The U.S. Department of Education has released two draft reports describing in detail this brave new world of psychological profiling and brain-mapping. The first, "Promoting Grit, Tenacity, and Perseverance,"  discusses the "affective" computing that can analyze students' psychological attributes and emotional states as they interact with the software. The report touts the potential educational value of recording data from posture analysis, skin-conductance sensors, EEG brain-wave patterns, and eye-tracking.

The second report, Expanding Evidence: Approaches for Learning in a Digital World, lauds these programs' psychological data-collection and urges sharing of this data with other "stakeholders" (such as other government agencies) that may have an interest.

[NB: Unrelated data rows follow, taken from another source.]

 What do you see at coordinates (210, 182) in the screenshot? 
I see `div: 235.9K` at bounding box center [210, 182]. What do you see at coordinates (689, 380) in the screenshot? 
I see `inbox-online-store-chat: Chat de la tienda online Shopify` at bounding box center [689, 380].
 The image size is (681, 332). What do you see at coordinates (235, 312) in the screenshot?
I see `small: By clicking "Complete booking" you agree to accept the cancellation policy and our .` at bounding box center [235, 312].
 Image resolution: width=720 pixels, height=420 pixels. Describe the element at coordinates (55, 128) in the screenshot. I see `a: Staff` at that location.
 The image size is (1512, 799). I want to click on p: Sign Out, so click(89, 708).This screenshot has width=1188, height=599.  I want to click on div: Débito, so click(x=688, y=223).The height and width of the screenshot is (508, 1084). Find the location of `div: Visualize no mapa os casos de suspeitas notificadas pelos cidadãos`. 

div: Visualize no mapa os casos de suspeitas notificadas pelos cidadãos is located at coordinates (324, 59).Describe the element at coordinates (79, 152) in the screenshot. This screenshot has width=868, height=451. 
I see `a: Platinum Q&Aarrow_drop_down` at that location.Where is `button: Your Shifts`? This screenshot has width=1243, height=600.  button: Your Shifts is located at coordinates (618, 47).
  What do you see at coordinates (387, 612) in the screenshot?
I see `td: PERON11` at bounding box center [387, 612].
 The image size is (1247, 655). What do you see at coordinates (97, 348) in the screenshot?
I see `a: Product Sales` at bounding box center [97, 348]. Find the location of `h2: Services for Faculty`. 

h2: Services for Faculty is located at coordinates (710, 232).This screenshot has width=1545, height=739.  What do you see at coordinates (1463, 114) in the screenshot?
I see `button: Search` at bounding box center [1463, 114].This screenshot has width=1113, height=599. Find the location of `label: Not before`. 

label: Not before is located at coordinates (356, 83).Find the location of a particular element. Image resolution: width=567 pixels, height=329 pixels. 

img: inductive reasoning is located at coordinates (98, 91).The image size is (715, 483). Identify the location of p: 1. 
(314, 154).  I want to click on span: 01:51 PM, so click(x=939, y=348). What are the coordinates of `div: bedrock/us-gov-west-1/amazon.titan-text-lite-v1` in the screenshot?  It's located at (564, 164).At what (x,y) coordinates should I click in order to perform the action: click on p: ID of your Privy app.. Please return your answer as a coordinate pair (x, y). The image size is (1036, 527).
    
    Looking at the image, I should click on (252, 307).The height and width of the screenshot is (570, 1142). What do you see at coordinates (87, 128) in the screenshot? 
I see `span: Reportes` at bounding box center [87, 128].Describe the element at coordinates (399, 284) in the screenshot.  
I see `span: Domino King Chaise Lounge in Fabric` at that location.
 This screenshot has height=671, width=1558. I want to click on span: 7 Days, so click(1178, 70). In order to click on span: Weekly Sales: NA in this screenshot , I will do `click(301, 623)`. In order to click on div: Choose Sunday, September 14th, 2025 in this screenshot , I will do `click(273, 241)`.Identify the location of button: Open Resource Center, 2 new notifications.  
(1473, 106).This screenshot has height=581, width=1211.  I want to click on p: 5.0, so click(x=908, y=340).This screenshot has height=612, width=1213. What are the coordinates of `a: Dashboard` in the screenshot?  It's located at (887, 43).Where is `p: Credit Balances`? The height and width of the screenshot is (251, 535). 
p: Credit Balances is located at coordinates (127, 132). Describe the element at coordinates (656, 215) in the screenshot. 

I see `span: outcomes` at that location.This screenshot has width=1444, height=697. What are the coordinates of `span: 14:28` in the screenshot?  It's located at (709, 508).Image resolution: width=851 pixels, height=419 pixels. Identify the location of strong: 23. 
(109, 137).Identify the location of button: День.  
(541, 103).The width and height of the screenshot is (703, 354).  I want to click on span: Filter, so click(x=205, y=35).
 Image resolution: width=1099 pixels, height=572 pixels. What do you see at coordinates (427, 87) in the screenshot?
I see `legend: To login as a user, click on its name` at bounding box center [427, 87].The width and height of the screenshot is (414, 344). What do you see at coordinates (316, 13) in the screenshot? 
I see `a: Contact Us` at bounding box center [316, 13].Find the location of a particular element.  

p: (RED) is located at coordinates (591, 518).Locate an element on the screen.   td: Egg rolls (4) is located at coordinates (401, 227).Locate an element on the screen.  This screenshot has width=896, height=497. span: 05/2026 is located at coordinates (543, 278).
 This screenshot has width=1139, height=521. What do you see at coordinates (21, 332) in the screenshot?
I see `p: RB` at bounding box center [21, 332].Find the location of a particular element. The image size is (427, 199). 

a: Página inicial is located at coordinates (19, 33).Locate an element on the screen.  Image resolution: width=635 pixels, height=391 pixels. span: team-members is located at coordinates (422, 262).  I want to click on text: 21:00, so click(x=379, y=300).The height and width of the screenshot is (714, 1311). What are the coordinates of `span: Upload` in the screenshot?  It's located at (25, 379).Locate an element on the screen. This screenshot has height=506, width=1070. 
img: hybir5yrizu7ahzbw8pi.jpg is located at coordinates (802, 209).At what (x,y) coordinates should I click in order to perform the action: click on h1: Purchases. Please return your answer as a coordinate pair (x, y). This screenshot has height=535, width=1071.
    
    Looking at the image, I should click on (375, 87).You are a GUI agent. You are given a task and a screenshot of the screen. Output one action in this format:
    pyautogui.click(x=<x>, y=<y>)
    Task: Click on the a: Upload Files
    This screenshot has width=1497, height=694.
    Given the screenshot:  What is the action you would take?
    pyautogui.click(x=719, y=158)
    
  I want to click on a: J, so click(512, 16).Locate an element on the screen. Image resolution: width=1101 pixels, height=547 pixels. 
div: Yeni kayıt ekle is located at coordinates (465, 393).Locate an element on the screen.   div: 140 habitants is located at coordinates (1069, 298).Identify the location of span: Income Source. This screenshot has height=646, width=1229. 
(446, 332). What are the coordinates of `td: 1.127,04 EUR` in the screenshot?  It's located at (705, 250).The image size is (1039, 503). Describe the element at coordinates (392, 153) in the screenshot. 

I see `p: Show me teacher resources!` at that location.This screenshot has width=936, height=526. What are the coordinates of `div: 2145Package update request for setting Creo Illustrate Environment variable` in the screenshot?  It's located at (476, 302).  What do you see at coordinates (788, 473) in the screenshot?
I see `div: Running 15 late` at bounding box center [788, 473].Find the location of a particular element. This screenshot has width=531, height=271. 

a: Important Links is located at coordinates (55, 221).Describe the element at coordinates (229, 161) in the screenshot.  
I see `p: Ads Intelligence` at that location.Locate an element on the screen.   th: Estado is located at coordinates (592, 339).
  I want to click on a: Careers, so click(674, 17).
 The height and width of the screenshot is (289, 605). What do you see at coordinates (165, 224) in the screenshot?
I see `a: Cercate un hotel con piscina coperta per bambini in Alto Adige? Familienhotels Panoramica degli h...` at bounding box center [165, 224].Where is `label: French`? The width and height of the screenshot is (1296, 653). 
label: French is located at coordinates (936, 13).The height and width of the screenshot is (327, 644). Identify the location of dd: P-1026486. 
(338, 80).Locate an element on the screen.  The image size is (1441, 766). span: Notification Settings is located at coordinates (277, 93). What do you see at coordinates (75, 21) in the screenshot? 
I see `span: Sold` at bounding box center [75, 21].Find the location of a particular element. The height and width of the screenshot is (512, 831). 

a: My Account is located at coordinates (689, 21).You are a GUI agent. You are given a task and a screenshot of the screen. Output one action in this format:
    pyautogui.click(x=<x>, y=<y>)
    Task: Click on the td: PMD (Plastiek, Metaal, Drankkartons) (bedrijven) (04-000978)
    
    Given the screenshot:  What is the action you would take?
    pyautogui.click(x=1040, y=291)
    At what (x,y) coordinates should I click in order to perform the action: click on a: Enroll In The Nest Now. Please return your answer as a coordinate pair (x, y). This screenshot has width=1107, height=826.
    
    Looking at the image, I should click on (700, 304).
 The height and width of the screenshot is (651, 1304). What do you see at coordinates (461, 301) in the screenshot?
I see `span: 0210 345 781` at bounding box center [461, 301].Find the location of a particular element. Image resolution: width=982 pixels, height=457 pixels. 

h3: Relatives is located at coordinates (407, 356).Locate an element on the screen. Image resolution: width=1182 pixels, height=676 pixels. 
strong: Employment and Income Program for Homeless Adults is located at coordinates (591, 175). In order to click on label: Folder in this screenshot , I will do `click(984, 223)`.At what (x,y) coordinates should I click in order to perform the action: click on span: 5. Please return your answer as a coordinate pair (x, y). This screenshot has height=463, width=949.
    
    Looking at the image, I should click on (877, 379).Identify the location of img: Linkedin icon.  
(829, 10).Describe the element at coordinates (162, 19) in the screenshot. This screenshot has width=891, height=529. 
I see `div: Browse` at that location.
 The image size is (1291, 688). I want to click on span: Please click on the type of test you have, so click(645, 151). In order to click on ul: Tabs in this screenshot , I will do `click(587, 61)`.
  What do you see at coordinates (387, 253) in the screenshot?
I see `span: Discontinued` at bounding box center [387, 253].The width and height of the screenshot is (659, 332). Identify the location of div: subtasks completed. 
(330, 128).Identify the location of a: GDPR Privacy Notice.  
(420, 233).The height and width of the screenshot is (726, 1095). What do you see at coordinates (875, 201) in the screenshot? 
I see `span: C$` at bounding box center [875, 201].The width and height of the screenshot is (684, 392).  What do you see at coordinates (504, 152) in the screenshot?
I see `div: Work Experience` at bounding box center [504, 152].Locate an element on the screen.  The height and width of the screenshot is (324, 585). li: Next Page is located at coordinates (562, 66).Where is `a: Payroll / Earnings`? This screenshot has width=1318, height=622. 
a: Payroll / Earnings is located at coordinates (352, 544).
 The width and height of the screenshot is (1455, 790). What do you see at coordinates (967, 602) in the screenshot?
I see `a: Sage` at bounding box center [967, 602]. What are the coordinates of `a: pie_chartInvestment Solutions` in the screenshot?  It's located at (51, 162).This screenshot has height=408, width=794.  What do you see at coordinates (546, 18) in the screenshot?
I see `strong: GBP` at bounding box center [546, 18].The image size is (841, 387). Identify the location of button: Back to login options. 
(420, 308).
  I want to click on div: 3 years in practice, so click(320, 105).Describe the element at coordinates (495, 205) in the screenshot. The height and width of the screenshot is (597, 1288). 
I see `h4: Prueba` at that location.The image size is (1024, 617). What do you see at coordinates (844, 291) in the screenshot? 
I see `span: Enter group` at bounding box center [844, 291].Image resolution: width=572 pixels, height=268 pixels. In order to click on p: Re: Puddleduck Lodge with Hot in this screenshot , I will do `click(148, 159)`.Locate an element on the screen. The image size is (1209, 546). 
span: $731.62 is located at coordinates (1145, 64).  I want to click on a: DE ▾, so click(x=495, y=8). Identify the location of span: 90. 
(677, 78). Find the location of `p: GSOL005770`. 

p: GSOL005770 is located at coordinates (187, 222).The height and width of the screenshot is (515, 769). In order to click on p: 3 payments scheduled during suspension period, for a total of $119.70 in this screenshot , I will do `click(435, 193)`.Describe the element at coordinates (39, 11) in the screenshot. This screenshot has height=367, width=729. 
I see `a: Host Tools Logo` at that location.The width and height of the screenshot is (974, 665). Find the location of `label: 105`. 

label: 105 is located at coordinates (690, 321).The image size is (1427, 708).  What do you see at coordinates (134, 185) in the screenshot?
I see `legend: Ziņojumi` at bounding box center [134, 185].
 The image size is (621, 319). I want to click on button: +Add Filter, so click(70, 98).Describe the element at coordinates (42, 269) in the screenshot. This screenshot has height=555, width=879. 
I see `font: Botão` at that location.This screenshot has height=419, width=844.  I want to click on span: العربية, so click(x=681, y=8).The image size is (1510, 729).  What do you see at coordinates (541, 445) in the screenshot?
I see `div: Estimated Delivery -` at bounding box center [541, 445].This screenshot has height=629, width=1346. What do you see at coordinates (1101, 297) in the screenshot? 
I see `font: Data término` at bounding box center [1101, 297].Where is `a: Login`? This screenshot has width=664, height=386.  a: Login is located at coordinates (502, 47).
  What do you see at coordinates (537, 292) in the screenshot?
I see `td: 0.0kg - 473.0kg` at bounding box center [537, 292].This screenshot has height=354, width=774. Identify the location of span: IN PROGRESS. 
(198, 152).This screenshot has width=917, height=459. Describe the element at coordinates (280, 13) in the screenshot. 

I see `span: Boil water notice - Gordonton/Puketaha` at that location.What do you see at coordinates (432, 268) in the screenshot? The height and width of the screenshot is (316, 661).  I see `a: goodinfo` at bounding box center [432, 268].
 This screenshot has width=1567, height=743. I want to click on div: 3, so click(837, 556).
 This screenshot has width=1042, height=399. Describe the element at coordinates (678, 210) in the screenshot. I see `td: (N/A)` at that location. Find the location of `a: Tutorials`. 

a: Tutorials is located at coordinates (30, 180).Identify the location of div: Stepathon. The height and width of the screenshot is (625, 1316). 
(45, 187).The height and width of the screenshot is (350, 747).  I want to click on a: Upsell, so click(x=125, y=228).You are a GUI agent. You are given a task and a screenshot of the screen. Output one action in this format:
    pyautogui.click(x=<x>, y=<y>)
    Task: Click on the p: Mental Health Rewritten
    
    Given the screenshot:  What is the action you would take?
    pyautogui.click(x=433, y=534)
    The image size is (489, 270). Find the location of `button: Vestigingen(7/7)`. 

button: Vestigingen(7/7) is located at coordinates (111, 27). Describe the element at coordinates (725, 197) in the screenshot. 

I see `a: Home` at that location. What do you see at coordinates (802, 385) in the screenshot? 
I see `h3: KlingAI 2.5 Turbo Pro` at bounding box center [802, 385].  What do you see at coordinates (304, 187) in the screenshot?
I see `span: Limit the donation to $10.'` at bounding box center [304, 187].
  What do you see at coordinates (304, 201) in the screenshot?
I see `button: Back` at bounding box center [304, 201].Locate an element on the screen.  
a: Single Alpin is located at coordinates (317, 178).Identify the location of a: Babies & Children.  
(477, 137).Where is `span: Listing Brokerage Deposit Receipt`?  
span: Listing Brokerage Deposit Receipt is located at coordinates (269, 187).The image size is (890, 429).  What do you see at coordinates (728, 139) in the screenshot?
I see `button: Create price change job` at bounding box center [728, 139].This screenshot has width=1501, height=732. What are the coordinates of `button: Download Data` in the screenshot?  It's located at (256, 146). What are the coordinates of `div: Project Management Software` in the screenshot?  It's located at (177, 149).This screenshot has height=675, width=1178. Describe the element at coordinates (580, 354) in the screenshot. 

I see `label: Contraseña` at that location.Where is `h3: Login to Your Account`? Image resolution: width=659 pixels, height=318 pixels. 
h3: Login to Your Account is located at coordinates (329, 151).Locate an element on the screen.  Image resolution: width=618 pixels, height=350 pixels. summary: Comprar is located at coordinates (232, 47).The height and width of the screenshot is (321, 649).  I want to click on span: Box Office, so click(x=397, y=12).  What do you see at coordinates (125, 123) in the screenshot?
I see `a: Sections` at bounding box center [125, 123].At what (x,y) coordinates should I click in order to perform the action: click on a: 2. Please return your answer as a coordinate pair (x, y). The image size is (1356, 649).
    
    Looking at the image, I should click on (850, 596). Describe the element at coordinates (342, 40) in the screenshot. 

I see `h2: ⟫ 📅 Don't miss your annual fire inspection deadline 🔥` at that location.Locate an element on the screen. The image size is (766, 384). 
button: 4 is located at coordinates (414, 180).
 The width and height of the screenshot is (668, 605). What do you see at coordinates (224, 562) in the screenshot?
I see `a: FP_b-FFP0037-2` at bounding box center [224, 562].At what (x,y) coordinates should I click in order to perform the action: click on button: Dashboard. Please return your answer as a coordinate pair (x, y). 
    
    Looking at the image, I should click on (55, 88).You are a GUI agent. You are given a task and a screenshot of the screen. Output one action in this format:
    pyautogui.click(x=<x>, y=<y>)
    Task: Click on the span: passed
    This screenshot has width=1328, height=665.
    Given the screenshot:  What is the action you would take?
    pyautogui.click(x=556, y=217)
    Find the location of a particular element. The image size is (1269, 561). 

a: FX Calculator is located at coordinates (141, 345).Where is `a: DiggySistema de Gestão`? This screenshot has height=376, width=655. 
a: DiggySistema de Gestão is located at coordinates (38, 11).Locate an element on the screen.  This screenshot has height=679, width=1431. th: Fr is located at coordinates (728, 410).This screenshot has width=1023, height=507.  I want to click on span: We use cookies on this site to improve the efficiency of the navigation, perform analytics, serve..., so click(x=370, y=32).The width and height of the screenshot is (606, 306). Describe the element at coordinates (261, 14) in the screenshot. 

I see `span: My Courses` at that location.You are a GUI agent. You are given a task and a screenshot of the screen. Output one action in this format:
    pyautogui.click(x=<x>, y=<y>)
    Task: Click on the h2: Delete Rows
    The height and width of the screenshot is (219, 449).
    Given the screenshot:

The bottom line is that sophisticated programs owned by private corporations are collecting and analyzing highly sensitive data on children – and parents have no idea this is happening.

Nor do parents know how this data may be used in the future. The corporation may use the data for its own benefit, perhaps for developing new products. And with the “longitudinal data system” that tracks Georgia students from preschool to the workforce, imagine the breadth of such a psychological profile and the future value to certain entities – employers, law enforcement, etc. If the data exists, it’s only reasonable to assume it will be used, and perhaps in ways parents would object to.

The issue here goes far beyond data security. It is whether the government and private companies have any right to collect this highly sensitive data in the first place. SB 281 merely lets parents.know when this is happening. Who could object to that?